60117 Bois Roussel wrote:So if you are modelling the LNER in the 1930s, you need to get 51 other types, mostly non-LNER, to sit alongside a single D.39.
That's the ripest mis-application of statistical distributions I have seen since reading 'Lies, Damned Lies and Statistics' for my degree...

That is the equivalent of saying that there were 5,000 different types of locomotives and only 1,250 of those were LNER and so you need to have 3 non-LNER locomotives for every one that is LNER on your LNER-based layout.

Distributions were heavily skewed towards use of own-company stock and the geographical distribution would be such as to cluster the stock nearest to home territory.
60117 Bois Roussel

Re: Oxford Rail LNER Cattle Wagon . Rebuilding guide.

Post by 60117 Bois Roussel »

Distributions were heavily skewed towards use of own-company stock and the geographical distribution would be such as to cluster the stock nearest to home territory.
As it happens, I am a trained statistician and had quite a chuckle at your colourful thoughts.
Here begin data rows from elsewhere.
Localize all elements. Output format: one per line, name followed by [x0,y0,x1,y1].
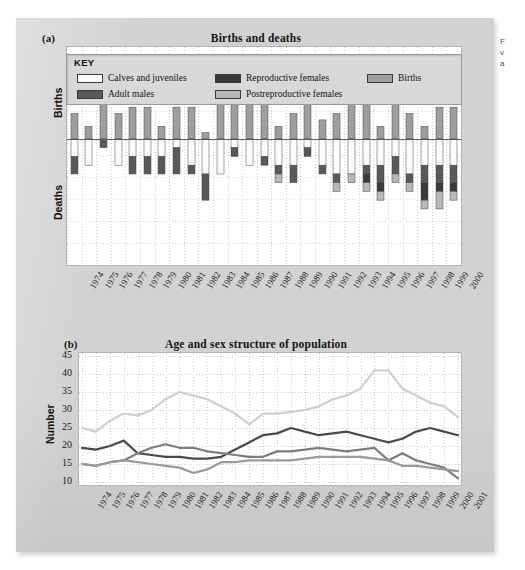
x-tick-label: 1976 [117,270,135,291]
x-tick-label: 1978 [151,490,169,511]
margin-caption-fragment: F v a [500,36,525,69]
legend-label-adult-males: Adult males [108,89,154,99]
y-tick-label: 40 [48,367,72,378]
x-tick-label: 1990 [321,270,339,291]
x-tick-label: 1986 [263,490,281,511]
panel-a-title: Births and deaths [40,32,472,44]
legend-swatch-reproductive-females [215,74,241,83]
x-tick-label: 1992 [346,490,364,511]
x-tick-label: 1974 [88,270,106,291]
legend-item-postreproductive-females: Postreproductive females [215,89,342,99]
x-tick-label: 1993 [360,490,378,511]
axis-label-number: Number [44,404,56,444]
x-tick-label: 1989 [304,490,322,511]
plot-area-age-sex-structure [78,352,462,486]
margin-caption-line-3: a [500,58,525,69]
x-tick-label: 1984 [234,270,252,291]
legend-label-reproductive-females: Reproductive females [246,73,329,83]
x-tick-label: 1991 [332,490,350,511]
x-tick-label: 1975 [109,490,127,511]
y-tick-label: 35 [48,385,72,396]
x-tick-label: 1979 [161,270,179,291]
y-tick-label: 15 [48,457,72,468]
x-tick-label: 1976 [123,490,141,511]
margin-caption-line-2: v [500,47,525,58]
chart-panel-a: (a) Births and deaths Births Deaths KEY … [40,32,472,300]
legend-swatch-calves-and-juveniles [77,74,103,83]
legend-item-reproductive-females: Reproductive females [215,73,329,83]
x-tick-label: 1987 [276,490,294,511]
x-tick-label: 1999 [453,270,471,291]
age-sex-structure-lines [79,353,461,485]
y-tick-label: 10 [48,475,72,486]
axis-label-births: Births [52,88,64,118]
legend-label-births: Births [398,73,421,83]
x-tick-label: 1981 [190,270,208,291]
x-tick-label: 1977 [137,490,155,511]
figure-page: F v a (a) Births and deaths Births Death… [0,0,525,570]
x-tick-label: 1999 [444,490,462,511]
x-tick-label: 1980 [175,270,193,291]
x-tick-label: 1979 [165,490,183,511]
margin-caption-line-1: F [500,36,525,47]
x-tick-label: 1996 [409,270,427,291]
legend-item-adult-males: Adult males [77,89,154,99]
chart-panel-b: (b) Age and sex structure of population … [40,338,472,548]
x-tick-label: 1982 [204,270,222,291]
legend-swatch-adult-males [77,90,103,99]
x-tick-label: 1985 [248,270,266,291]
x-tick-label: 1991 [336,270,354,291]
axis-label-deaths: Deaths [52,185,64,220]
x-tick-label: 1990 [318,490,336,511]
legend-title: KEY [74,57,94,68]
x-tick-label: 1987 [277,270,295,291]
x-tick-label: 1988 [290,490,308,511]
legend-swatch-postreproductive-females [215,90,241,99]
panel-b-title: Age and sex structure of population [40,338,472,350]
x-tick-label: 1989 [307,270,325,291]
x-tick-label: 1974 [95,490,113,511]
legend-label-calves-and-juveniles: Calves and juveniles [108,73,187,83]
x-tick-label: 1985 [249,490,267,511]
x-tick-label: 1978 [146,270,164,291]
x-tick-label: 1992 [350,270,368,291]
x-tick-label: 1975 [102,270,120,291]
x-axis-labels-panel-b: 1974197519761977197819791980198119821983… [78,488,462,536]
x-tick-label: 1977 [132,270,150,291]
x-axis-labels-panel-a: 1974197519761977197819791980198119821983… [66,268,462,316]
x-tick-label: 1993 [365,270,383,291]
legend-item-births: Births [367,73,421,83]
x-tick-label: 1998 [438,270,456,291]
x-tick-label: 1994 [380,270,398,291]
x-tick-label: 1986 [263,270,281,291]
x-tick-label: 1997 [423,270,441,291]
legend-swatch-births [367,74,393,83]
x-tick-label: 1983 [219,270,237,291]
x-tick-label: 1988 [292,270,310,291]
chart-legend: KEY Calves and juveniles Adult males Rep… [66,54,462,105]
y-tick-label: 45 [48,349,72,360]
legend-label-postreproductive-females: Postreproductive females [246,89,342,99]
legend-item-calves-and-juveniles: Calves and juveniles [77,73,187,83]
x-tick-label: 1995 [394,270,412,291]
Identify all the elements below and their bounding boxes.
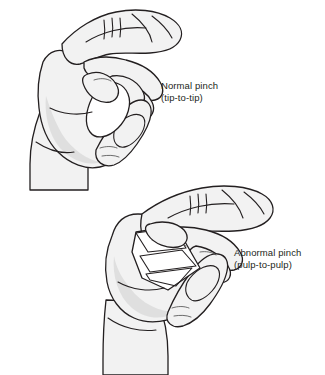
abnormal-pinch-label: Abnormal pinch (pulp-to-pulp): [234, 247, 301, 270]
normal-pinch-title: Normal pinch: [161, 80, 218, 91]
abnormal-pinch-title: Abnormal pinch: [234, 247, 301, 258]
normal-pinch-label: Normal pinch (tip-to-tip): [161, 80, 218, 103]
abnormal-pinch-subtitle: (pulp-to-pulp): [234, 259, 301, 271]
pinch-grip-figure: .sk { fill:#f2f2f2; stroke:#231f20; stro…: [0, 0, 325, 375]
lower-hand-group: [103, 186, 273, 375]
normal-pinch-subtitle: (tip-to-tip): [161, 92, 218, 104]
hand-illustrations: .sk { fill:#f2f2f2; stroke:#231f20; stro…: [0, 0, 325, 375]
upper-hand-group: [30, 10, 182, 190]
upper-hand-folded-fingers: [62, 10, 182, 64]
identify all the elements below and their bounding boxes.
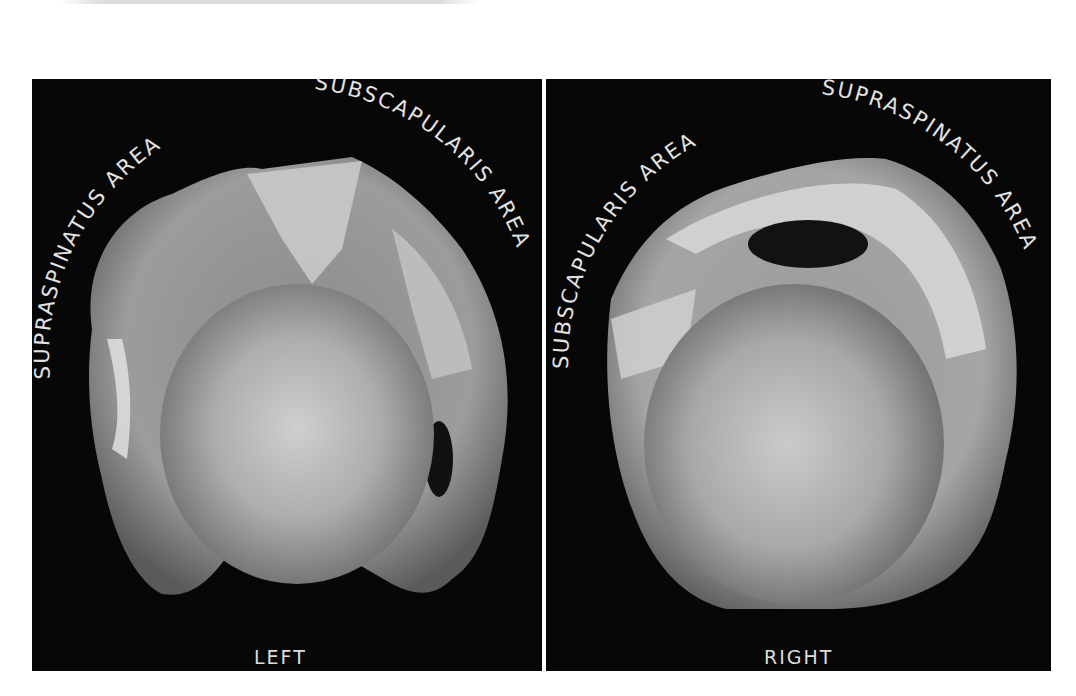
side-label-left: LEFT (254, 646, 307, 668)
humeral-head-right (644, 284, 944, 604)
photo-panel-left: SUPRASPINATUS AREA SUBSCAPULARIS AREA LE… (32, 79, 542, 671)
specimen-photo-right: SUBSCAPULARIS AREA SUPRASPINATUS AREA RI… (546, 79, 1051, 671)
side-label-right: RIGHT (764, 646, 833, 668)
cropped-caption-strip (60, 0, 480, 4)
humeral-head-left (160, 284, 434, 584)
photo-panel-right: SUBSCAPULARIS AREA SUPRASPINATUS AREA RI… (546, 79, 1051, 671)
specimen-photo-left: SUPRASPINATUS AREA SUBSCAPULARIS AREA LE… (32, 79, 542, 671)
You're missing the whole point. Locomotive distribution was skewed, and so were the carriages.

But from the Great War, and more so from WWII, goods stock became common user. This point was being illustrated as far back as the 1970s and '80s in "Keeping the Balance" articles by Peter Tatlow and Don Rowland. On my w/s I have shown a heap of pictures which further illustrate this with particular reference to cattle trucks. I have plenty more. Myths among modellers are notoriously hard to shift but this one was laid to rest, ooh, forty years ago?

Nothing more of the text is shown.